__Instructions to follow__:
Could you reproduce every record below exactly as written?

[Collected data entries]
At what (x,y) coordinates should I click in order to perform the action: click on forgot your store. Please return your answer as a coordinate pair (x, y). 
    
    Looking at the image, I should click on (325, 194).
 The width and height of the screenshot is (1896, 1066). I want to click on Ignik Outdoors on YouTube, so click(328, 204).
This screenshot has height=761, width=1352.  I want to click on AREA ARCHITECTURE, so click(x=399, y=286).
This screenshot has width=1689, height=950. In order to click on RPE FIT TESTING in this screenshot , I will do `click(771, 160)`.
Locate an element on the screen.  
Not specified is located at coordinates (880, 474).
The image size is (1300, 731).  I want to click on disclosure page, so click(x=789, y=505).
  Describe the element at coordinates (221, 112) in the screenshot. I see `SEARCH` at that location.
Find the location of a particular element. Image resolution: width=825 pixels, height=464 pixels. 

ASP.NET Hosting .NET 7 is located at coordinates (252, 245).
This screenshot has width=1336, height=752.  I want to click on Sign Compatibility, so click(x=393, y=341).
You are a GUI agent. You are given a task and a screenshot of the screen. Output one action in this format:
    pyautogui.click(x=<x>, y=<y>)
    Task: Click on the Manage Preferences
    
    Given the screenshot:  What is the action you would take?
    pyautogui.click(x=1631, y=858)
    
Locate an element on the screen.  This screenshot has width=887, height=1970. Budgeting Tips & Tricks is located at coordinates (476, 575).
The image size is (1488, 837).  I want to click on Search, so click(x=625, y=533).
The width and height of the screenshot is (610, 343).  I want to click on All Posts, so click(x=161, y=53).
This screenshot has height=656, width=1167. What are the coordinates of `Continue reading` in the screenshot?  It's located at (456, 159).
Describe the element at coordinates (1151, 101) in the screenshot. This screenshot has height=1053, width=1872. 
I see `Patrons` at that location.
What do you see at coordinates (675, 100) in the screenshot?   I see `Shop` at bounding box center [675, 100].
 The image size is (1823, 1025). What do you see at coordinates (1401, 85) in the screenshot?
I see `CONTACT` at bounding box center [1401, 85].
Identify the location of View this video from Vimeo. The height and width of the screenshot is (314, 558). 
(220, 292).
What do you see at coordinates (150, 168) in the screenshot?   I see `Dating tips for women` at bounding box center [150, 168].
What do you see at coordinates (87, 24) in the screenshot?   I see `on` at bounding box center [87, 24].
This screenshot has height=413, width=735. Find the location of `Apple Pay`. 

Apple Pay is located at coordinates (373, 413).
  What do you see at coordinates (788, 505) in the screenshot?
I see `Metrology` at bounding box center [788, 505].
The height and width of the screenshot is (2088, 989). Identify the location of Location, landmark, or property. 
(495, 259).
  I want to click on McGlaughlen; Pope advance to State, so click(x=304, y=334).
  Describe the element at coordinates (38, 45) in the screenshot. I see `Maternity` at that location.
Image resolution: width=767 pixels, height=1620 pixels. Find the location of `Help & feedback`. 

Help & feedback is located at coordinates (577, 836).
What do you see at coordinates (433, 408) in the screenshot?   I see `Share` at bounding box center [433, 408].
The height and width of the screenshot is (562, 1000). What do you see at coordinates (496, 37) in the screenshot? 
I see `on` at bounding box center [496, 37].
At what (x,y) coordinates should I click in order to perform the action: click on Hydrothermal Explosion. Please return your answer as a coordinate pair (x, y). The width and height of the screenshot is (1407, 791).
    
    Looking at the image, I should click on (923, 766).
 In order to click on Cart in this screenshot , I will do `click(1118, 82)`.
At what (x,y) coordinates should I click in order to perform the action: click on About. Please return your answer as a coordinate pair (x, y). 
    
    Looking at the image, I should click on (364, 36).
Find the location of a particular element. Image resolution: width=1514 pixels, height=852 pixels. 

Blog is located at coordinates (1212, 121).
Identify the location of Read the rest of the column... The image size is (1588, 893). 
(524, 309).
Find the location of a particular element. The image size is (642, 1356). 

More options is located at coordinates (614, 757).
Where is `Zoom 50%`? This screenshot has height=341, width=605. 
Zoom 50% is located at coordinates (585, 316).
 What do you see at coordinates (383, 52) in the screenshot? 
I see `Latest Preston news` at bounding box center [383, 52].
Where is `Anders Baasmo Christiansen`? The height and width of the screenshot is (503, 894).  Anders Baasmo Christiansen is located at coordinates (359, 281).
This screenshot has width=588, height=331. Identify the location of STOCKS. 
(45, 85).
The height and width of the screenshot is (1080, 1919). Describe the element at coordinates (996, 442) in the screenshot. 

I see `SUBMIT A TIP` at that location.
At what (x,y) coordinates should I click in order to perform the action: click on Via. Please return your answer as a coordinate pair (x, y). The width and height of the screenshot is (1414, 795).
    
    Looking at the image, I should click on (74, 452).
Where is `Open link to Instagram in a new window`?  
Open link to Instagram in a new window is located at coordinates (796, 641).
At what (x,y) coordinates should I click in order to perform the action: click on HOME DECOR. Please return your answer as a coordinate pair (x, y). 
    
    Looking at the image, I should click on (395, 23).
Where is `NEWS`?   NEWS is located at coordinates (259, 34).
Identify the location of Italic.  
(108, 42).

__Answer section__:
At what (x,y) coordinates should I click in order to perform the action: click on forgot your store. Please return your answer as a coordinate pair (x, y). 
    
    Looking at the image, I should click on (325, 194).
 The width and height of the screenshot is (1896, 1066). I want to click on Ignik Outdoors on YouTube, so click(328, 204).
This screenshot has height=761, width=1352.  I want to click on AREA ARCHITECTURE, so click(x=399, y=286).
This screenshot has width=1689, height=950. In order to click on RPE FIT TESTING in this screenshot , I will do `click(771, 160)`.
Locate an element on the screen.  
Not specified is located at coordinates (880, 474).
The image size is (1300, 731).  I want to click on disclosure page, so click(x=789, y=505).
  Describe the element at coordinates (221, 112) in the screenshot. I see `SEARCH` at that location.
Find the location of a particular element. Image resolution: width=825 pixels, height=464 pixels. 

ASP.NET Hosting .NET 7 is located at coordinates (252, 245).
This screenshot has width=1336, height=752.  I want to click on Sign Compatibility, so click(x=393, y=341).
You are a GUI agent. You are given a task and a screenshot of the screen. Output one action in this format:
    pyautogui.click(x=<x>, y=<y>)
    Task: Click on the Manage Preferences
    
    Given the screenshot:  What is the action you would take?
    pyautogui.click(x=1631, y=858)
    
Locate an element on the screen.  This screenshot has width=887, height=1970. Budgeting Tips & Tricks is located at coordinates (476, 575).
The image size is (1488, 837).  I want to click on Search, so click(x=625, y=533).
The width and height of the screenshot is (610, 343).  I want to click on All Posts, so click(x=161, y=53).
This screenshot has height=656, width=1167. What are the coordinates of `Continue reading` in the screenshot?  It's located at (456, 159).
Describe the element at coordinates (1151, 101) in the screenshot. This screenshot has height=1053, width=1872. 
I see `Patrons` at that location.
What do you see at coordinates (675, 100) in the screenshot?   I see `Shop` at bounding box center [675, 100].
 The image size is (1823, 1025). What do you see at coordinates (1401, 85) in the screenshot?
I see `CONTACT` at bounding box center [1401, 85].
Identify the location of View this video from Vimeo. The height and width of the screenshot is (314, 558). 
(220, 292).
What do you see at coordinates (150, 168) in the screenshot?   I see `Dating tips for women` at bounding box center [150, 168].
What do you see at coordinates (87, 24) in the screenshot?   I see `on` at bounding box center [87, 24].
This screenshot has height=413, width=735. Find the location of `Apple Pay`. 

Apple Pay is located at coordinates (373, 413).
  What do you see at coordinates (788, 505) in the screenshot?
I see `Metrology` at bounding box center [788, 505].
The height and width of the screenshot is (2088, 989). Identify the location of Location, landmark, or property. 
(495, 259).
  I want to click on McGlaughlen; Pope advance to State, so click(x=304, y=334).
  Describe the element at coordinates (38, 45) in the screenshot. I see `Maternity` at that location.
Image resolution: width=767 pixels, height=1620 pixels. Find the location of `Help & feedback`. 

Help & feedback is located at coordinates (577, 836).
What do you see at coordinates (433, 408) in the screenshot?   I see `Share` at bounding box center [433, 408].
The height and width of the screenshot is (562, 1000). What do you see at coordinates (496, 37) in the screenshot? 
I see `on` at bounding box center [496, 37].
At what (x,y) coordinates should I click in order to perform the action: click on Hydrothermal Explosion. Please return your answer as a coordinate pair (x, y). The width and height of the screenshot is (1407, 791).
    
    Looking at the image, I should click on (923, 766).
 In order to click on Cart in this screenshot , I will do `click(1118, 82)`.
At what (x,y) coordinates should I click in order to perform the action: click on About. Please return your answer as a coordinate pair (x, y). 
    
    Looking at the image, I should click on (364, 36).
Find the location of a particular element. Image resolution: width=1514 pixels, height=852 pixels. 

Blog is located at coordinates (1212, 121).
Identify the location of Read the rest of the column... The image size is (1588, 893). 
(524, 309).
Find the location of a particular element. The image size is (642, 1356). 

More options is located at coordinates (614, 757).
Where is `Zoom 50%`? This screenshot has height=341, width=605. 
Zoom 50% is located at coordinates (585, 316).
 What do you see at coordinates (383, 52) in the screenshot? 
I see `Latest Preston news` at bounding box center [383, 52].
Where is `Anders Baasmo Christiansen`? The height and width of the screenshot is (503, 894).  Anders Baasmo Christiansen is located at coordinates (359, 281).
This screenshot has width=588, height=331. Identify the location of STOCKS. 
(45, 85).
The height and width of the screenshot is (1080, 1919). Describe the element at coordinates (996, 442) in the screenshot. 

I see `SUBMIT A TIP` at that location.
At what (x,y) coordinates should I click in order to perform the action: click on Via. Please return your answer as a coordinate pair (x, y). The width and height of the screenshot is (1414, 795).
    
    Looking at the image, I should click on (74, 452).
Where is `Open link to Instagram in a new window`?  
Open link to Instagram in a new window is located at coordinates (796, 641).
At what (x,y) coordinates should I click in order to perform the action: click on HOME DECOR. Please return your answer as a coordinate pair (x, y). 
    
    Looking at the image, I should click on (395, 23).
Where is `NEWS`?   NEWS is located at coordinates (259, 34).
Identify the location of Italic.  
(108, 42).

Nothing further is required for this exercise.